Captain Tremayne rose. Grant was talking briskly at the time, his intention being to cover Tremayne's retreat, which he himself desired. Count Samoval's smouldering eyes were upon the captain, and full of menace. But he could not be guilty of the rudeness of interrupting Grant or of detaining Captain Tremayne when a lady called him.

Her officers would be ashore during the time, the welcome guests of the officers of the garrison, bearing their share in the gaieties with which the latter strove to kill the time of waiting for events, and Marcus Glennie, the captain of the frigate, an old friend of Tremayne's, was by virtue of that friendship an almost daily visitor at the adjutant's quarters. But there again I am anticipating.

Arnold, still wondering at the strange turn events had taken, saw Tremayne's lips tighten and his brows contract in the effort to repress a smile. The other masked figures at the table moved restlessly in their seats, and glanced from one to another. Seeing this, Tremayne stepped quickly forward to Natasha's side, and said in a stern, commanding tone

Came first of all Carruthers's inquiries as to the bearing of the prisoner when ordered under arrest, eliciting from Colonel Grant a variant of the usual reply. "It was not inconsistent with innocence," he said. It was an answer which appeared to startle the court, and perhaps Carruthers would have acted best in Tremayne's interest had he left the question there.

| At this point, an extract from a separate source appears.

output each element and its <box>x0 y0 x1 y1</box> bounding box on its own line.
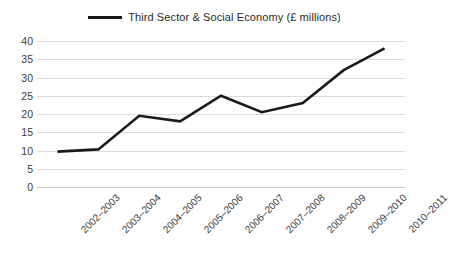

But he was not sure that the matter would not be infinitely more interesting thus. He stepped forward, and came to a standstill beside the two his dead enemy and his living one. "Why, Ned," he asked gravely, "what has happened?" "It is Samoval," was Tremayne's quiet answer. "He is quite dead."

It will now be necessary to go back about six weeks from the day that the Ithuriel started on her northward voyage, and to lay before the reader a brief outline of the events which had transpired in Europe subsequently to the date of Tremayne's letter to Arnold. On the evening of that day he went down to the House of Lords, to make his speech in favour of the Italian Loan.

A wry smile and a shake of the head was Tremayne only answer; and then Carruthers came in fresh from Lisbon, where he had been upon business connected with the commissariat, and to Tremayne's relief the subject was perforce abandoned.

Cousin Clive was also coming to spend the holidays. He was Dr. Tremayne's grandson and his home was in London. The girls had never seen him, as he had not paid a visit to Durracombe during the last year, and they were very curious to know what he was like. Any misgivings which they may have cherished vanished instantly, however, at the first sight of Clive.

He recognised the writing as Tremayne's, and when he opened the envelope he found that it contained a somewhat lengthy letter from him, and an enclosure in an unfamiliar hand, which consisted of only a few lines, and was signed "Natas." He started as his eye fell on the terrible name, which now meant so much to him, and he naturally read the note to which it was appended first.

But luckily I know a place where there's better liquor still, and no risk of bein' interrupted. So Ho! and away for Squire Tremayne's cellar! "'Ho! and away for Squire Tremayne's cellar! called out my father; and the next thing he knew he found himself in the cellar of Squire Tremayne's great house at Heligan, knocking around with the small people among casks of wine and barrels of beer galore.